Microsoft Adds DNS-over-HTTPS to Windows 11
DNS-over-HTTPS is a privacy feature in Windows 11 that allows users to evade censorship and Internet activity by doing encrypted DNS lookups. Your computer must first query a domain name system (DNS) server for the IP address associated with the hostname before connecting to a website or other host on the Internet.
The method aims to improve user privacy and security by avoiding eavesdropping and DNS data modification by man-in-the-middle attacks by encrypting data between the DoH client and the DoH-based DNS resolver using the HTTPS protocol. Google and the Mozilla Foundation began testing DNS over HTTPS versions in March 2018. For users in the United States, Firefox switched to DNS over HTTPS by default in February 2020.
The IETF published RFC 8484 (October 2018) as a proposed standard for DoH. It leverages HTTP/2 and HTTPS, and it accepts wire format DNS response data in an HTTPS payload with the MIME type application/dns-message, as returned in existing UDP responses. If HTTP/2 is implemented, the server may also communicate items that it predicts the client will find valuable in advance via HTTP/2 server push.
As some governments and ISPs prohibit access to websites by monitoring a user’s DNS traffic, DoH will help users to avoid censorship, reduce spoofing attacks, and increase privacy because their DNS requests will be more difficult to track. Microsoft has re-enabled the DoH capability in Windows 11, and users who are currently utilizing DNS servers from Cloudflare, Google, or Quad9 can begin testing it again.
It would be preferable if the DoH server for a configured DNS server could be identified automatically, according to Microsoft, however, this would pose a privacy concern. “It would be easier for users and administrators if we allowed a DoH server to have its IP address determined by resolving its domain name. However, we have chosen not to allow that. Supporting this would mean that before a DoH connection could be established, we would have to first send a plain-text DNS query to bootstrap it,” says Tommy Jensen, a Program Manager on the Windows Core Networking team, in a new blog post.
“This means a node on the network path could maliciously modify or block the DoH server name query. Right now, the only way we can avoid this is to have Windows know in advance the mapping between IP addresses and DoH templates.” Using Discovery of Designated Resolvers (DDR) and Discovery of Network-designated Resolvers (DNR), which Microsoft has submitted to the IETF ADD WG, Microsoft aims to learn about new DoH server configurations from a DNS server in the future.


__Task instructions__. Nothing but a number belongs in the answer: how many lines of the records below contain the string "arrows".

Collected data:
------------------------------

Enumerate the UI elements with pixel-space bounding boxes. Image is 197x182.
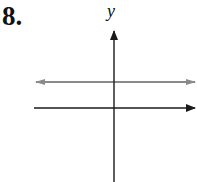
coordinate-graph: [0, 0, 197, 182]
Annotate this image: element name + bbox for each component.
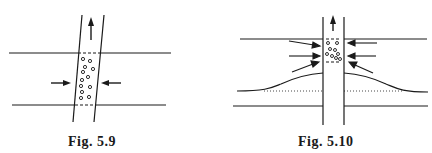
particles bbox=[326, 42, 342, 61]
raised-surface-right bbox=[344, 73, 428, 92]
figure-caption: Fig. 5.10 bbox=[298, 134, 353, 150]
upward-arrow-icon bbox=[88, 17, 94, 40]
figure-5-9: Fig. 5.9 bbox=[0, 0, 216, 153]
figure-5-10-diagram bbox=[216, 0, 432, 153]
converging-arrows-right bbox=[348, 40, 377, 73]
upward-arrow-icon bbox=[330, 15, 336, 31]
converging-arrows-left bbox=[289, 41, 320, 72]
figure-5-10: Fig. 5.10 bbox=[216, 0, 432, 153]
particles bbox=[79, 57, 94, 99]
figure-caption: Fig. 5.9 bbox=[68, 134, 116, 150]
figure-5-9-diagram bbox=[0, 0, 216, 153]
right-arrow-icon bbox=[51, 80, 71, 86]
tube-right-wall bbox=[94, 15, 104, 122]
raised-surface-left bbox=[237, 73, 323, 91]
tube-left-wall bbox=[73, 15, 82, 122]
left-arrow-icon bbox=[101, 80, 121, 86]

------------------------------

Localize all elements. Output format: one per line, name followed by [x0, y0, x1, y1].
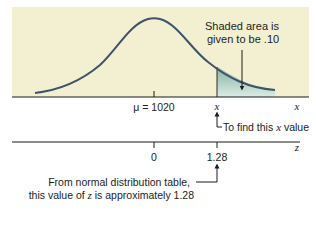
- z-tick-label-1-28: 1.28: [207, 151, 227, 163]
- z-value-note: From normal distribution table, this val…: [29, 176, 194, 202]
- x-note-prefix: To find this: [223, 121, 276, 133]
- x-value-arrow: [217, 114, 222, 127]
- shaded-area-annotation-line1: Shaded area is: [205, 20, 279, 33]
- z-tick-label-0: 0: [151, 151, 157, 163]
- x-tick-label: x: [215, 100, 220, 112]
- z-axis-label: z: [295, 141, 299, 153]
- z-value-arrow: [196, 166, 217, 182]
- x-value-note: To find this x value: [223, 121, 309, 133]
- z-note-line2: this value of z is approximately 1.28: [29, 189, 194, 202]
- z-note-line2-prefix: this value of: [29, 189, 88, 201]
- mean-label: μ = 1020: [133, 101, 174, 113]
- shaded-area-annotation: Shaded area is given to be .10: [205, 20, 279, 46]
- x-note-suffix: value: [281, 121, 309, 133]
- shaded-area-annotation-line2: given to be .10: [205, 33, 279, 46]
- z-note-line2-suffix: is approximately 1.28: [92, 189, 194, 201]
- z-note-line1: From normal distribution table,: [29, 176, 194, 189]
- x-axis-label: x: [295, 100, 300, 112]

------------------------------

__Solution to this exercise__. 2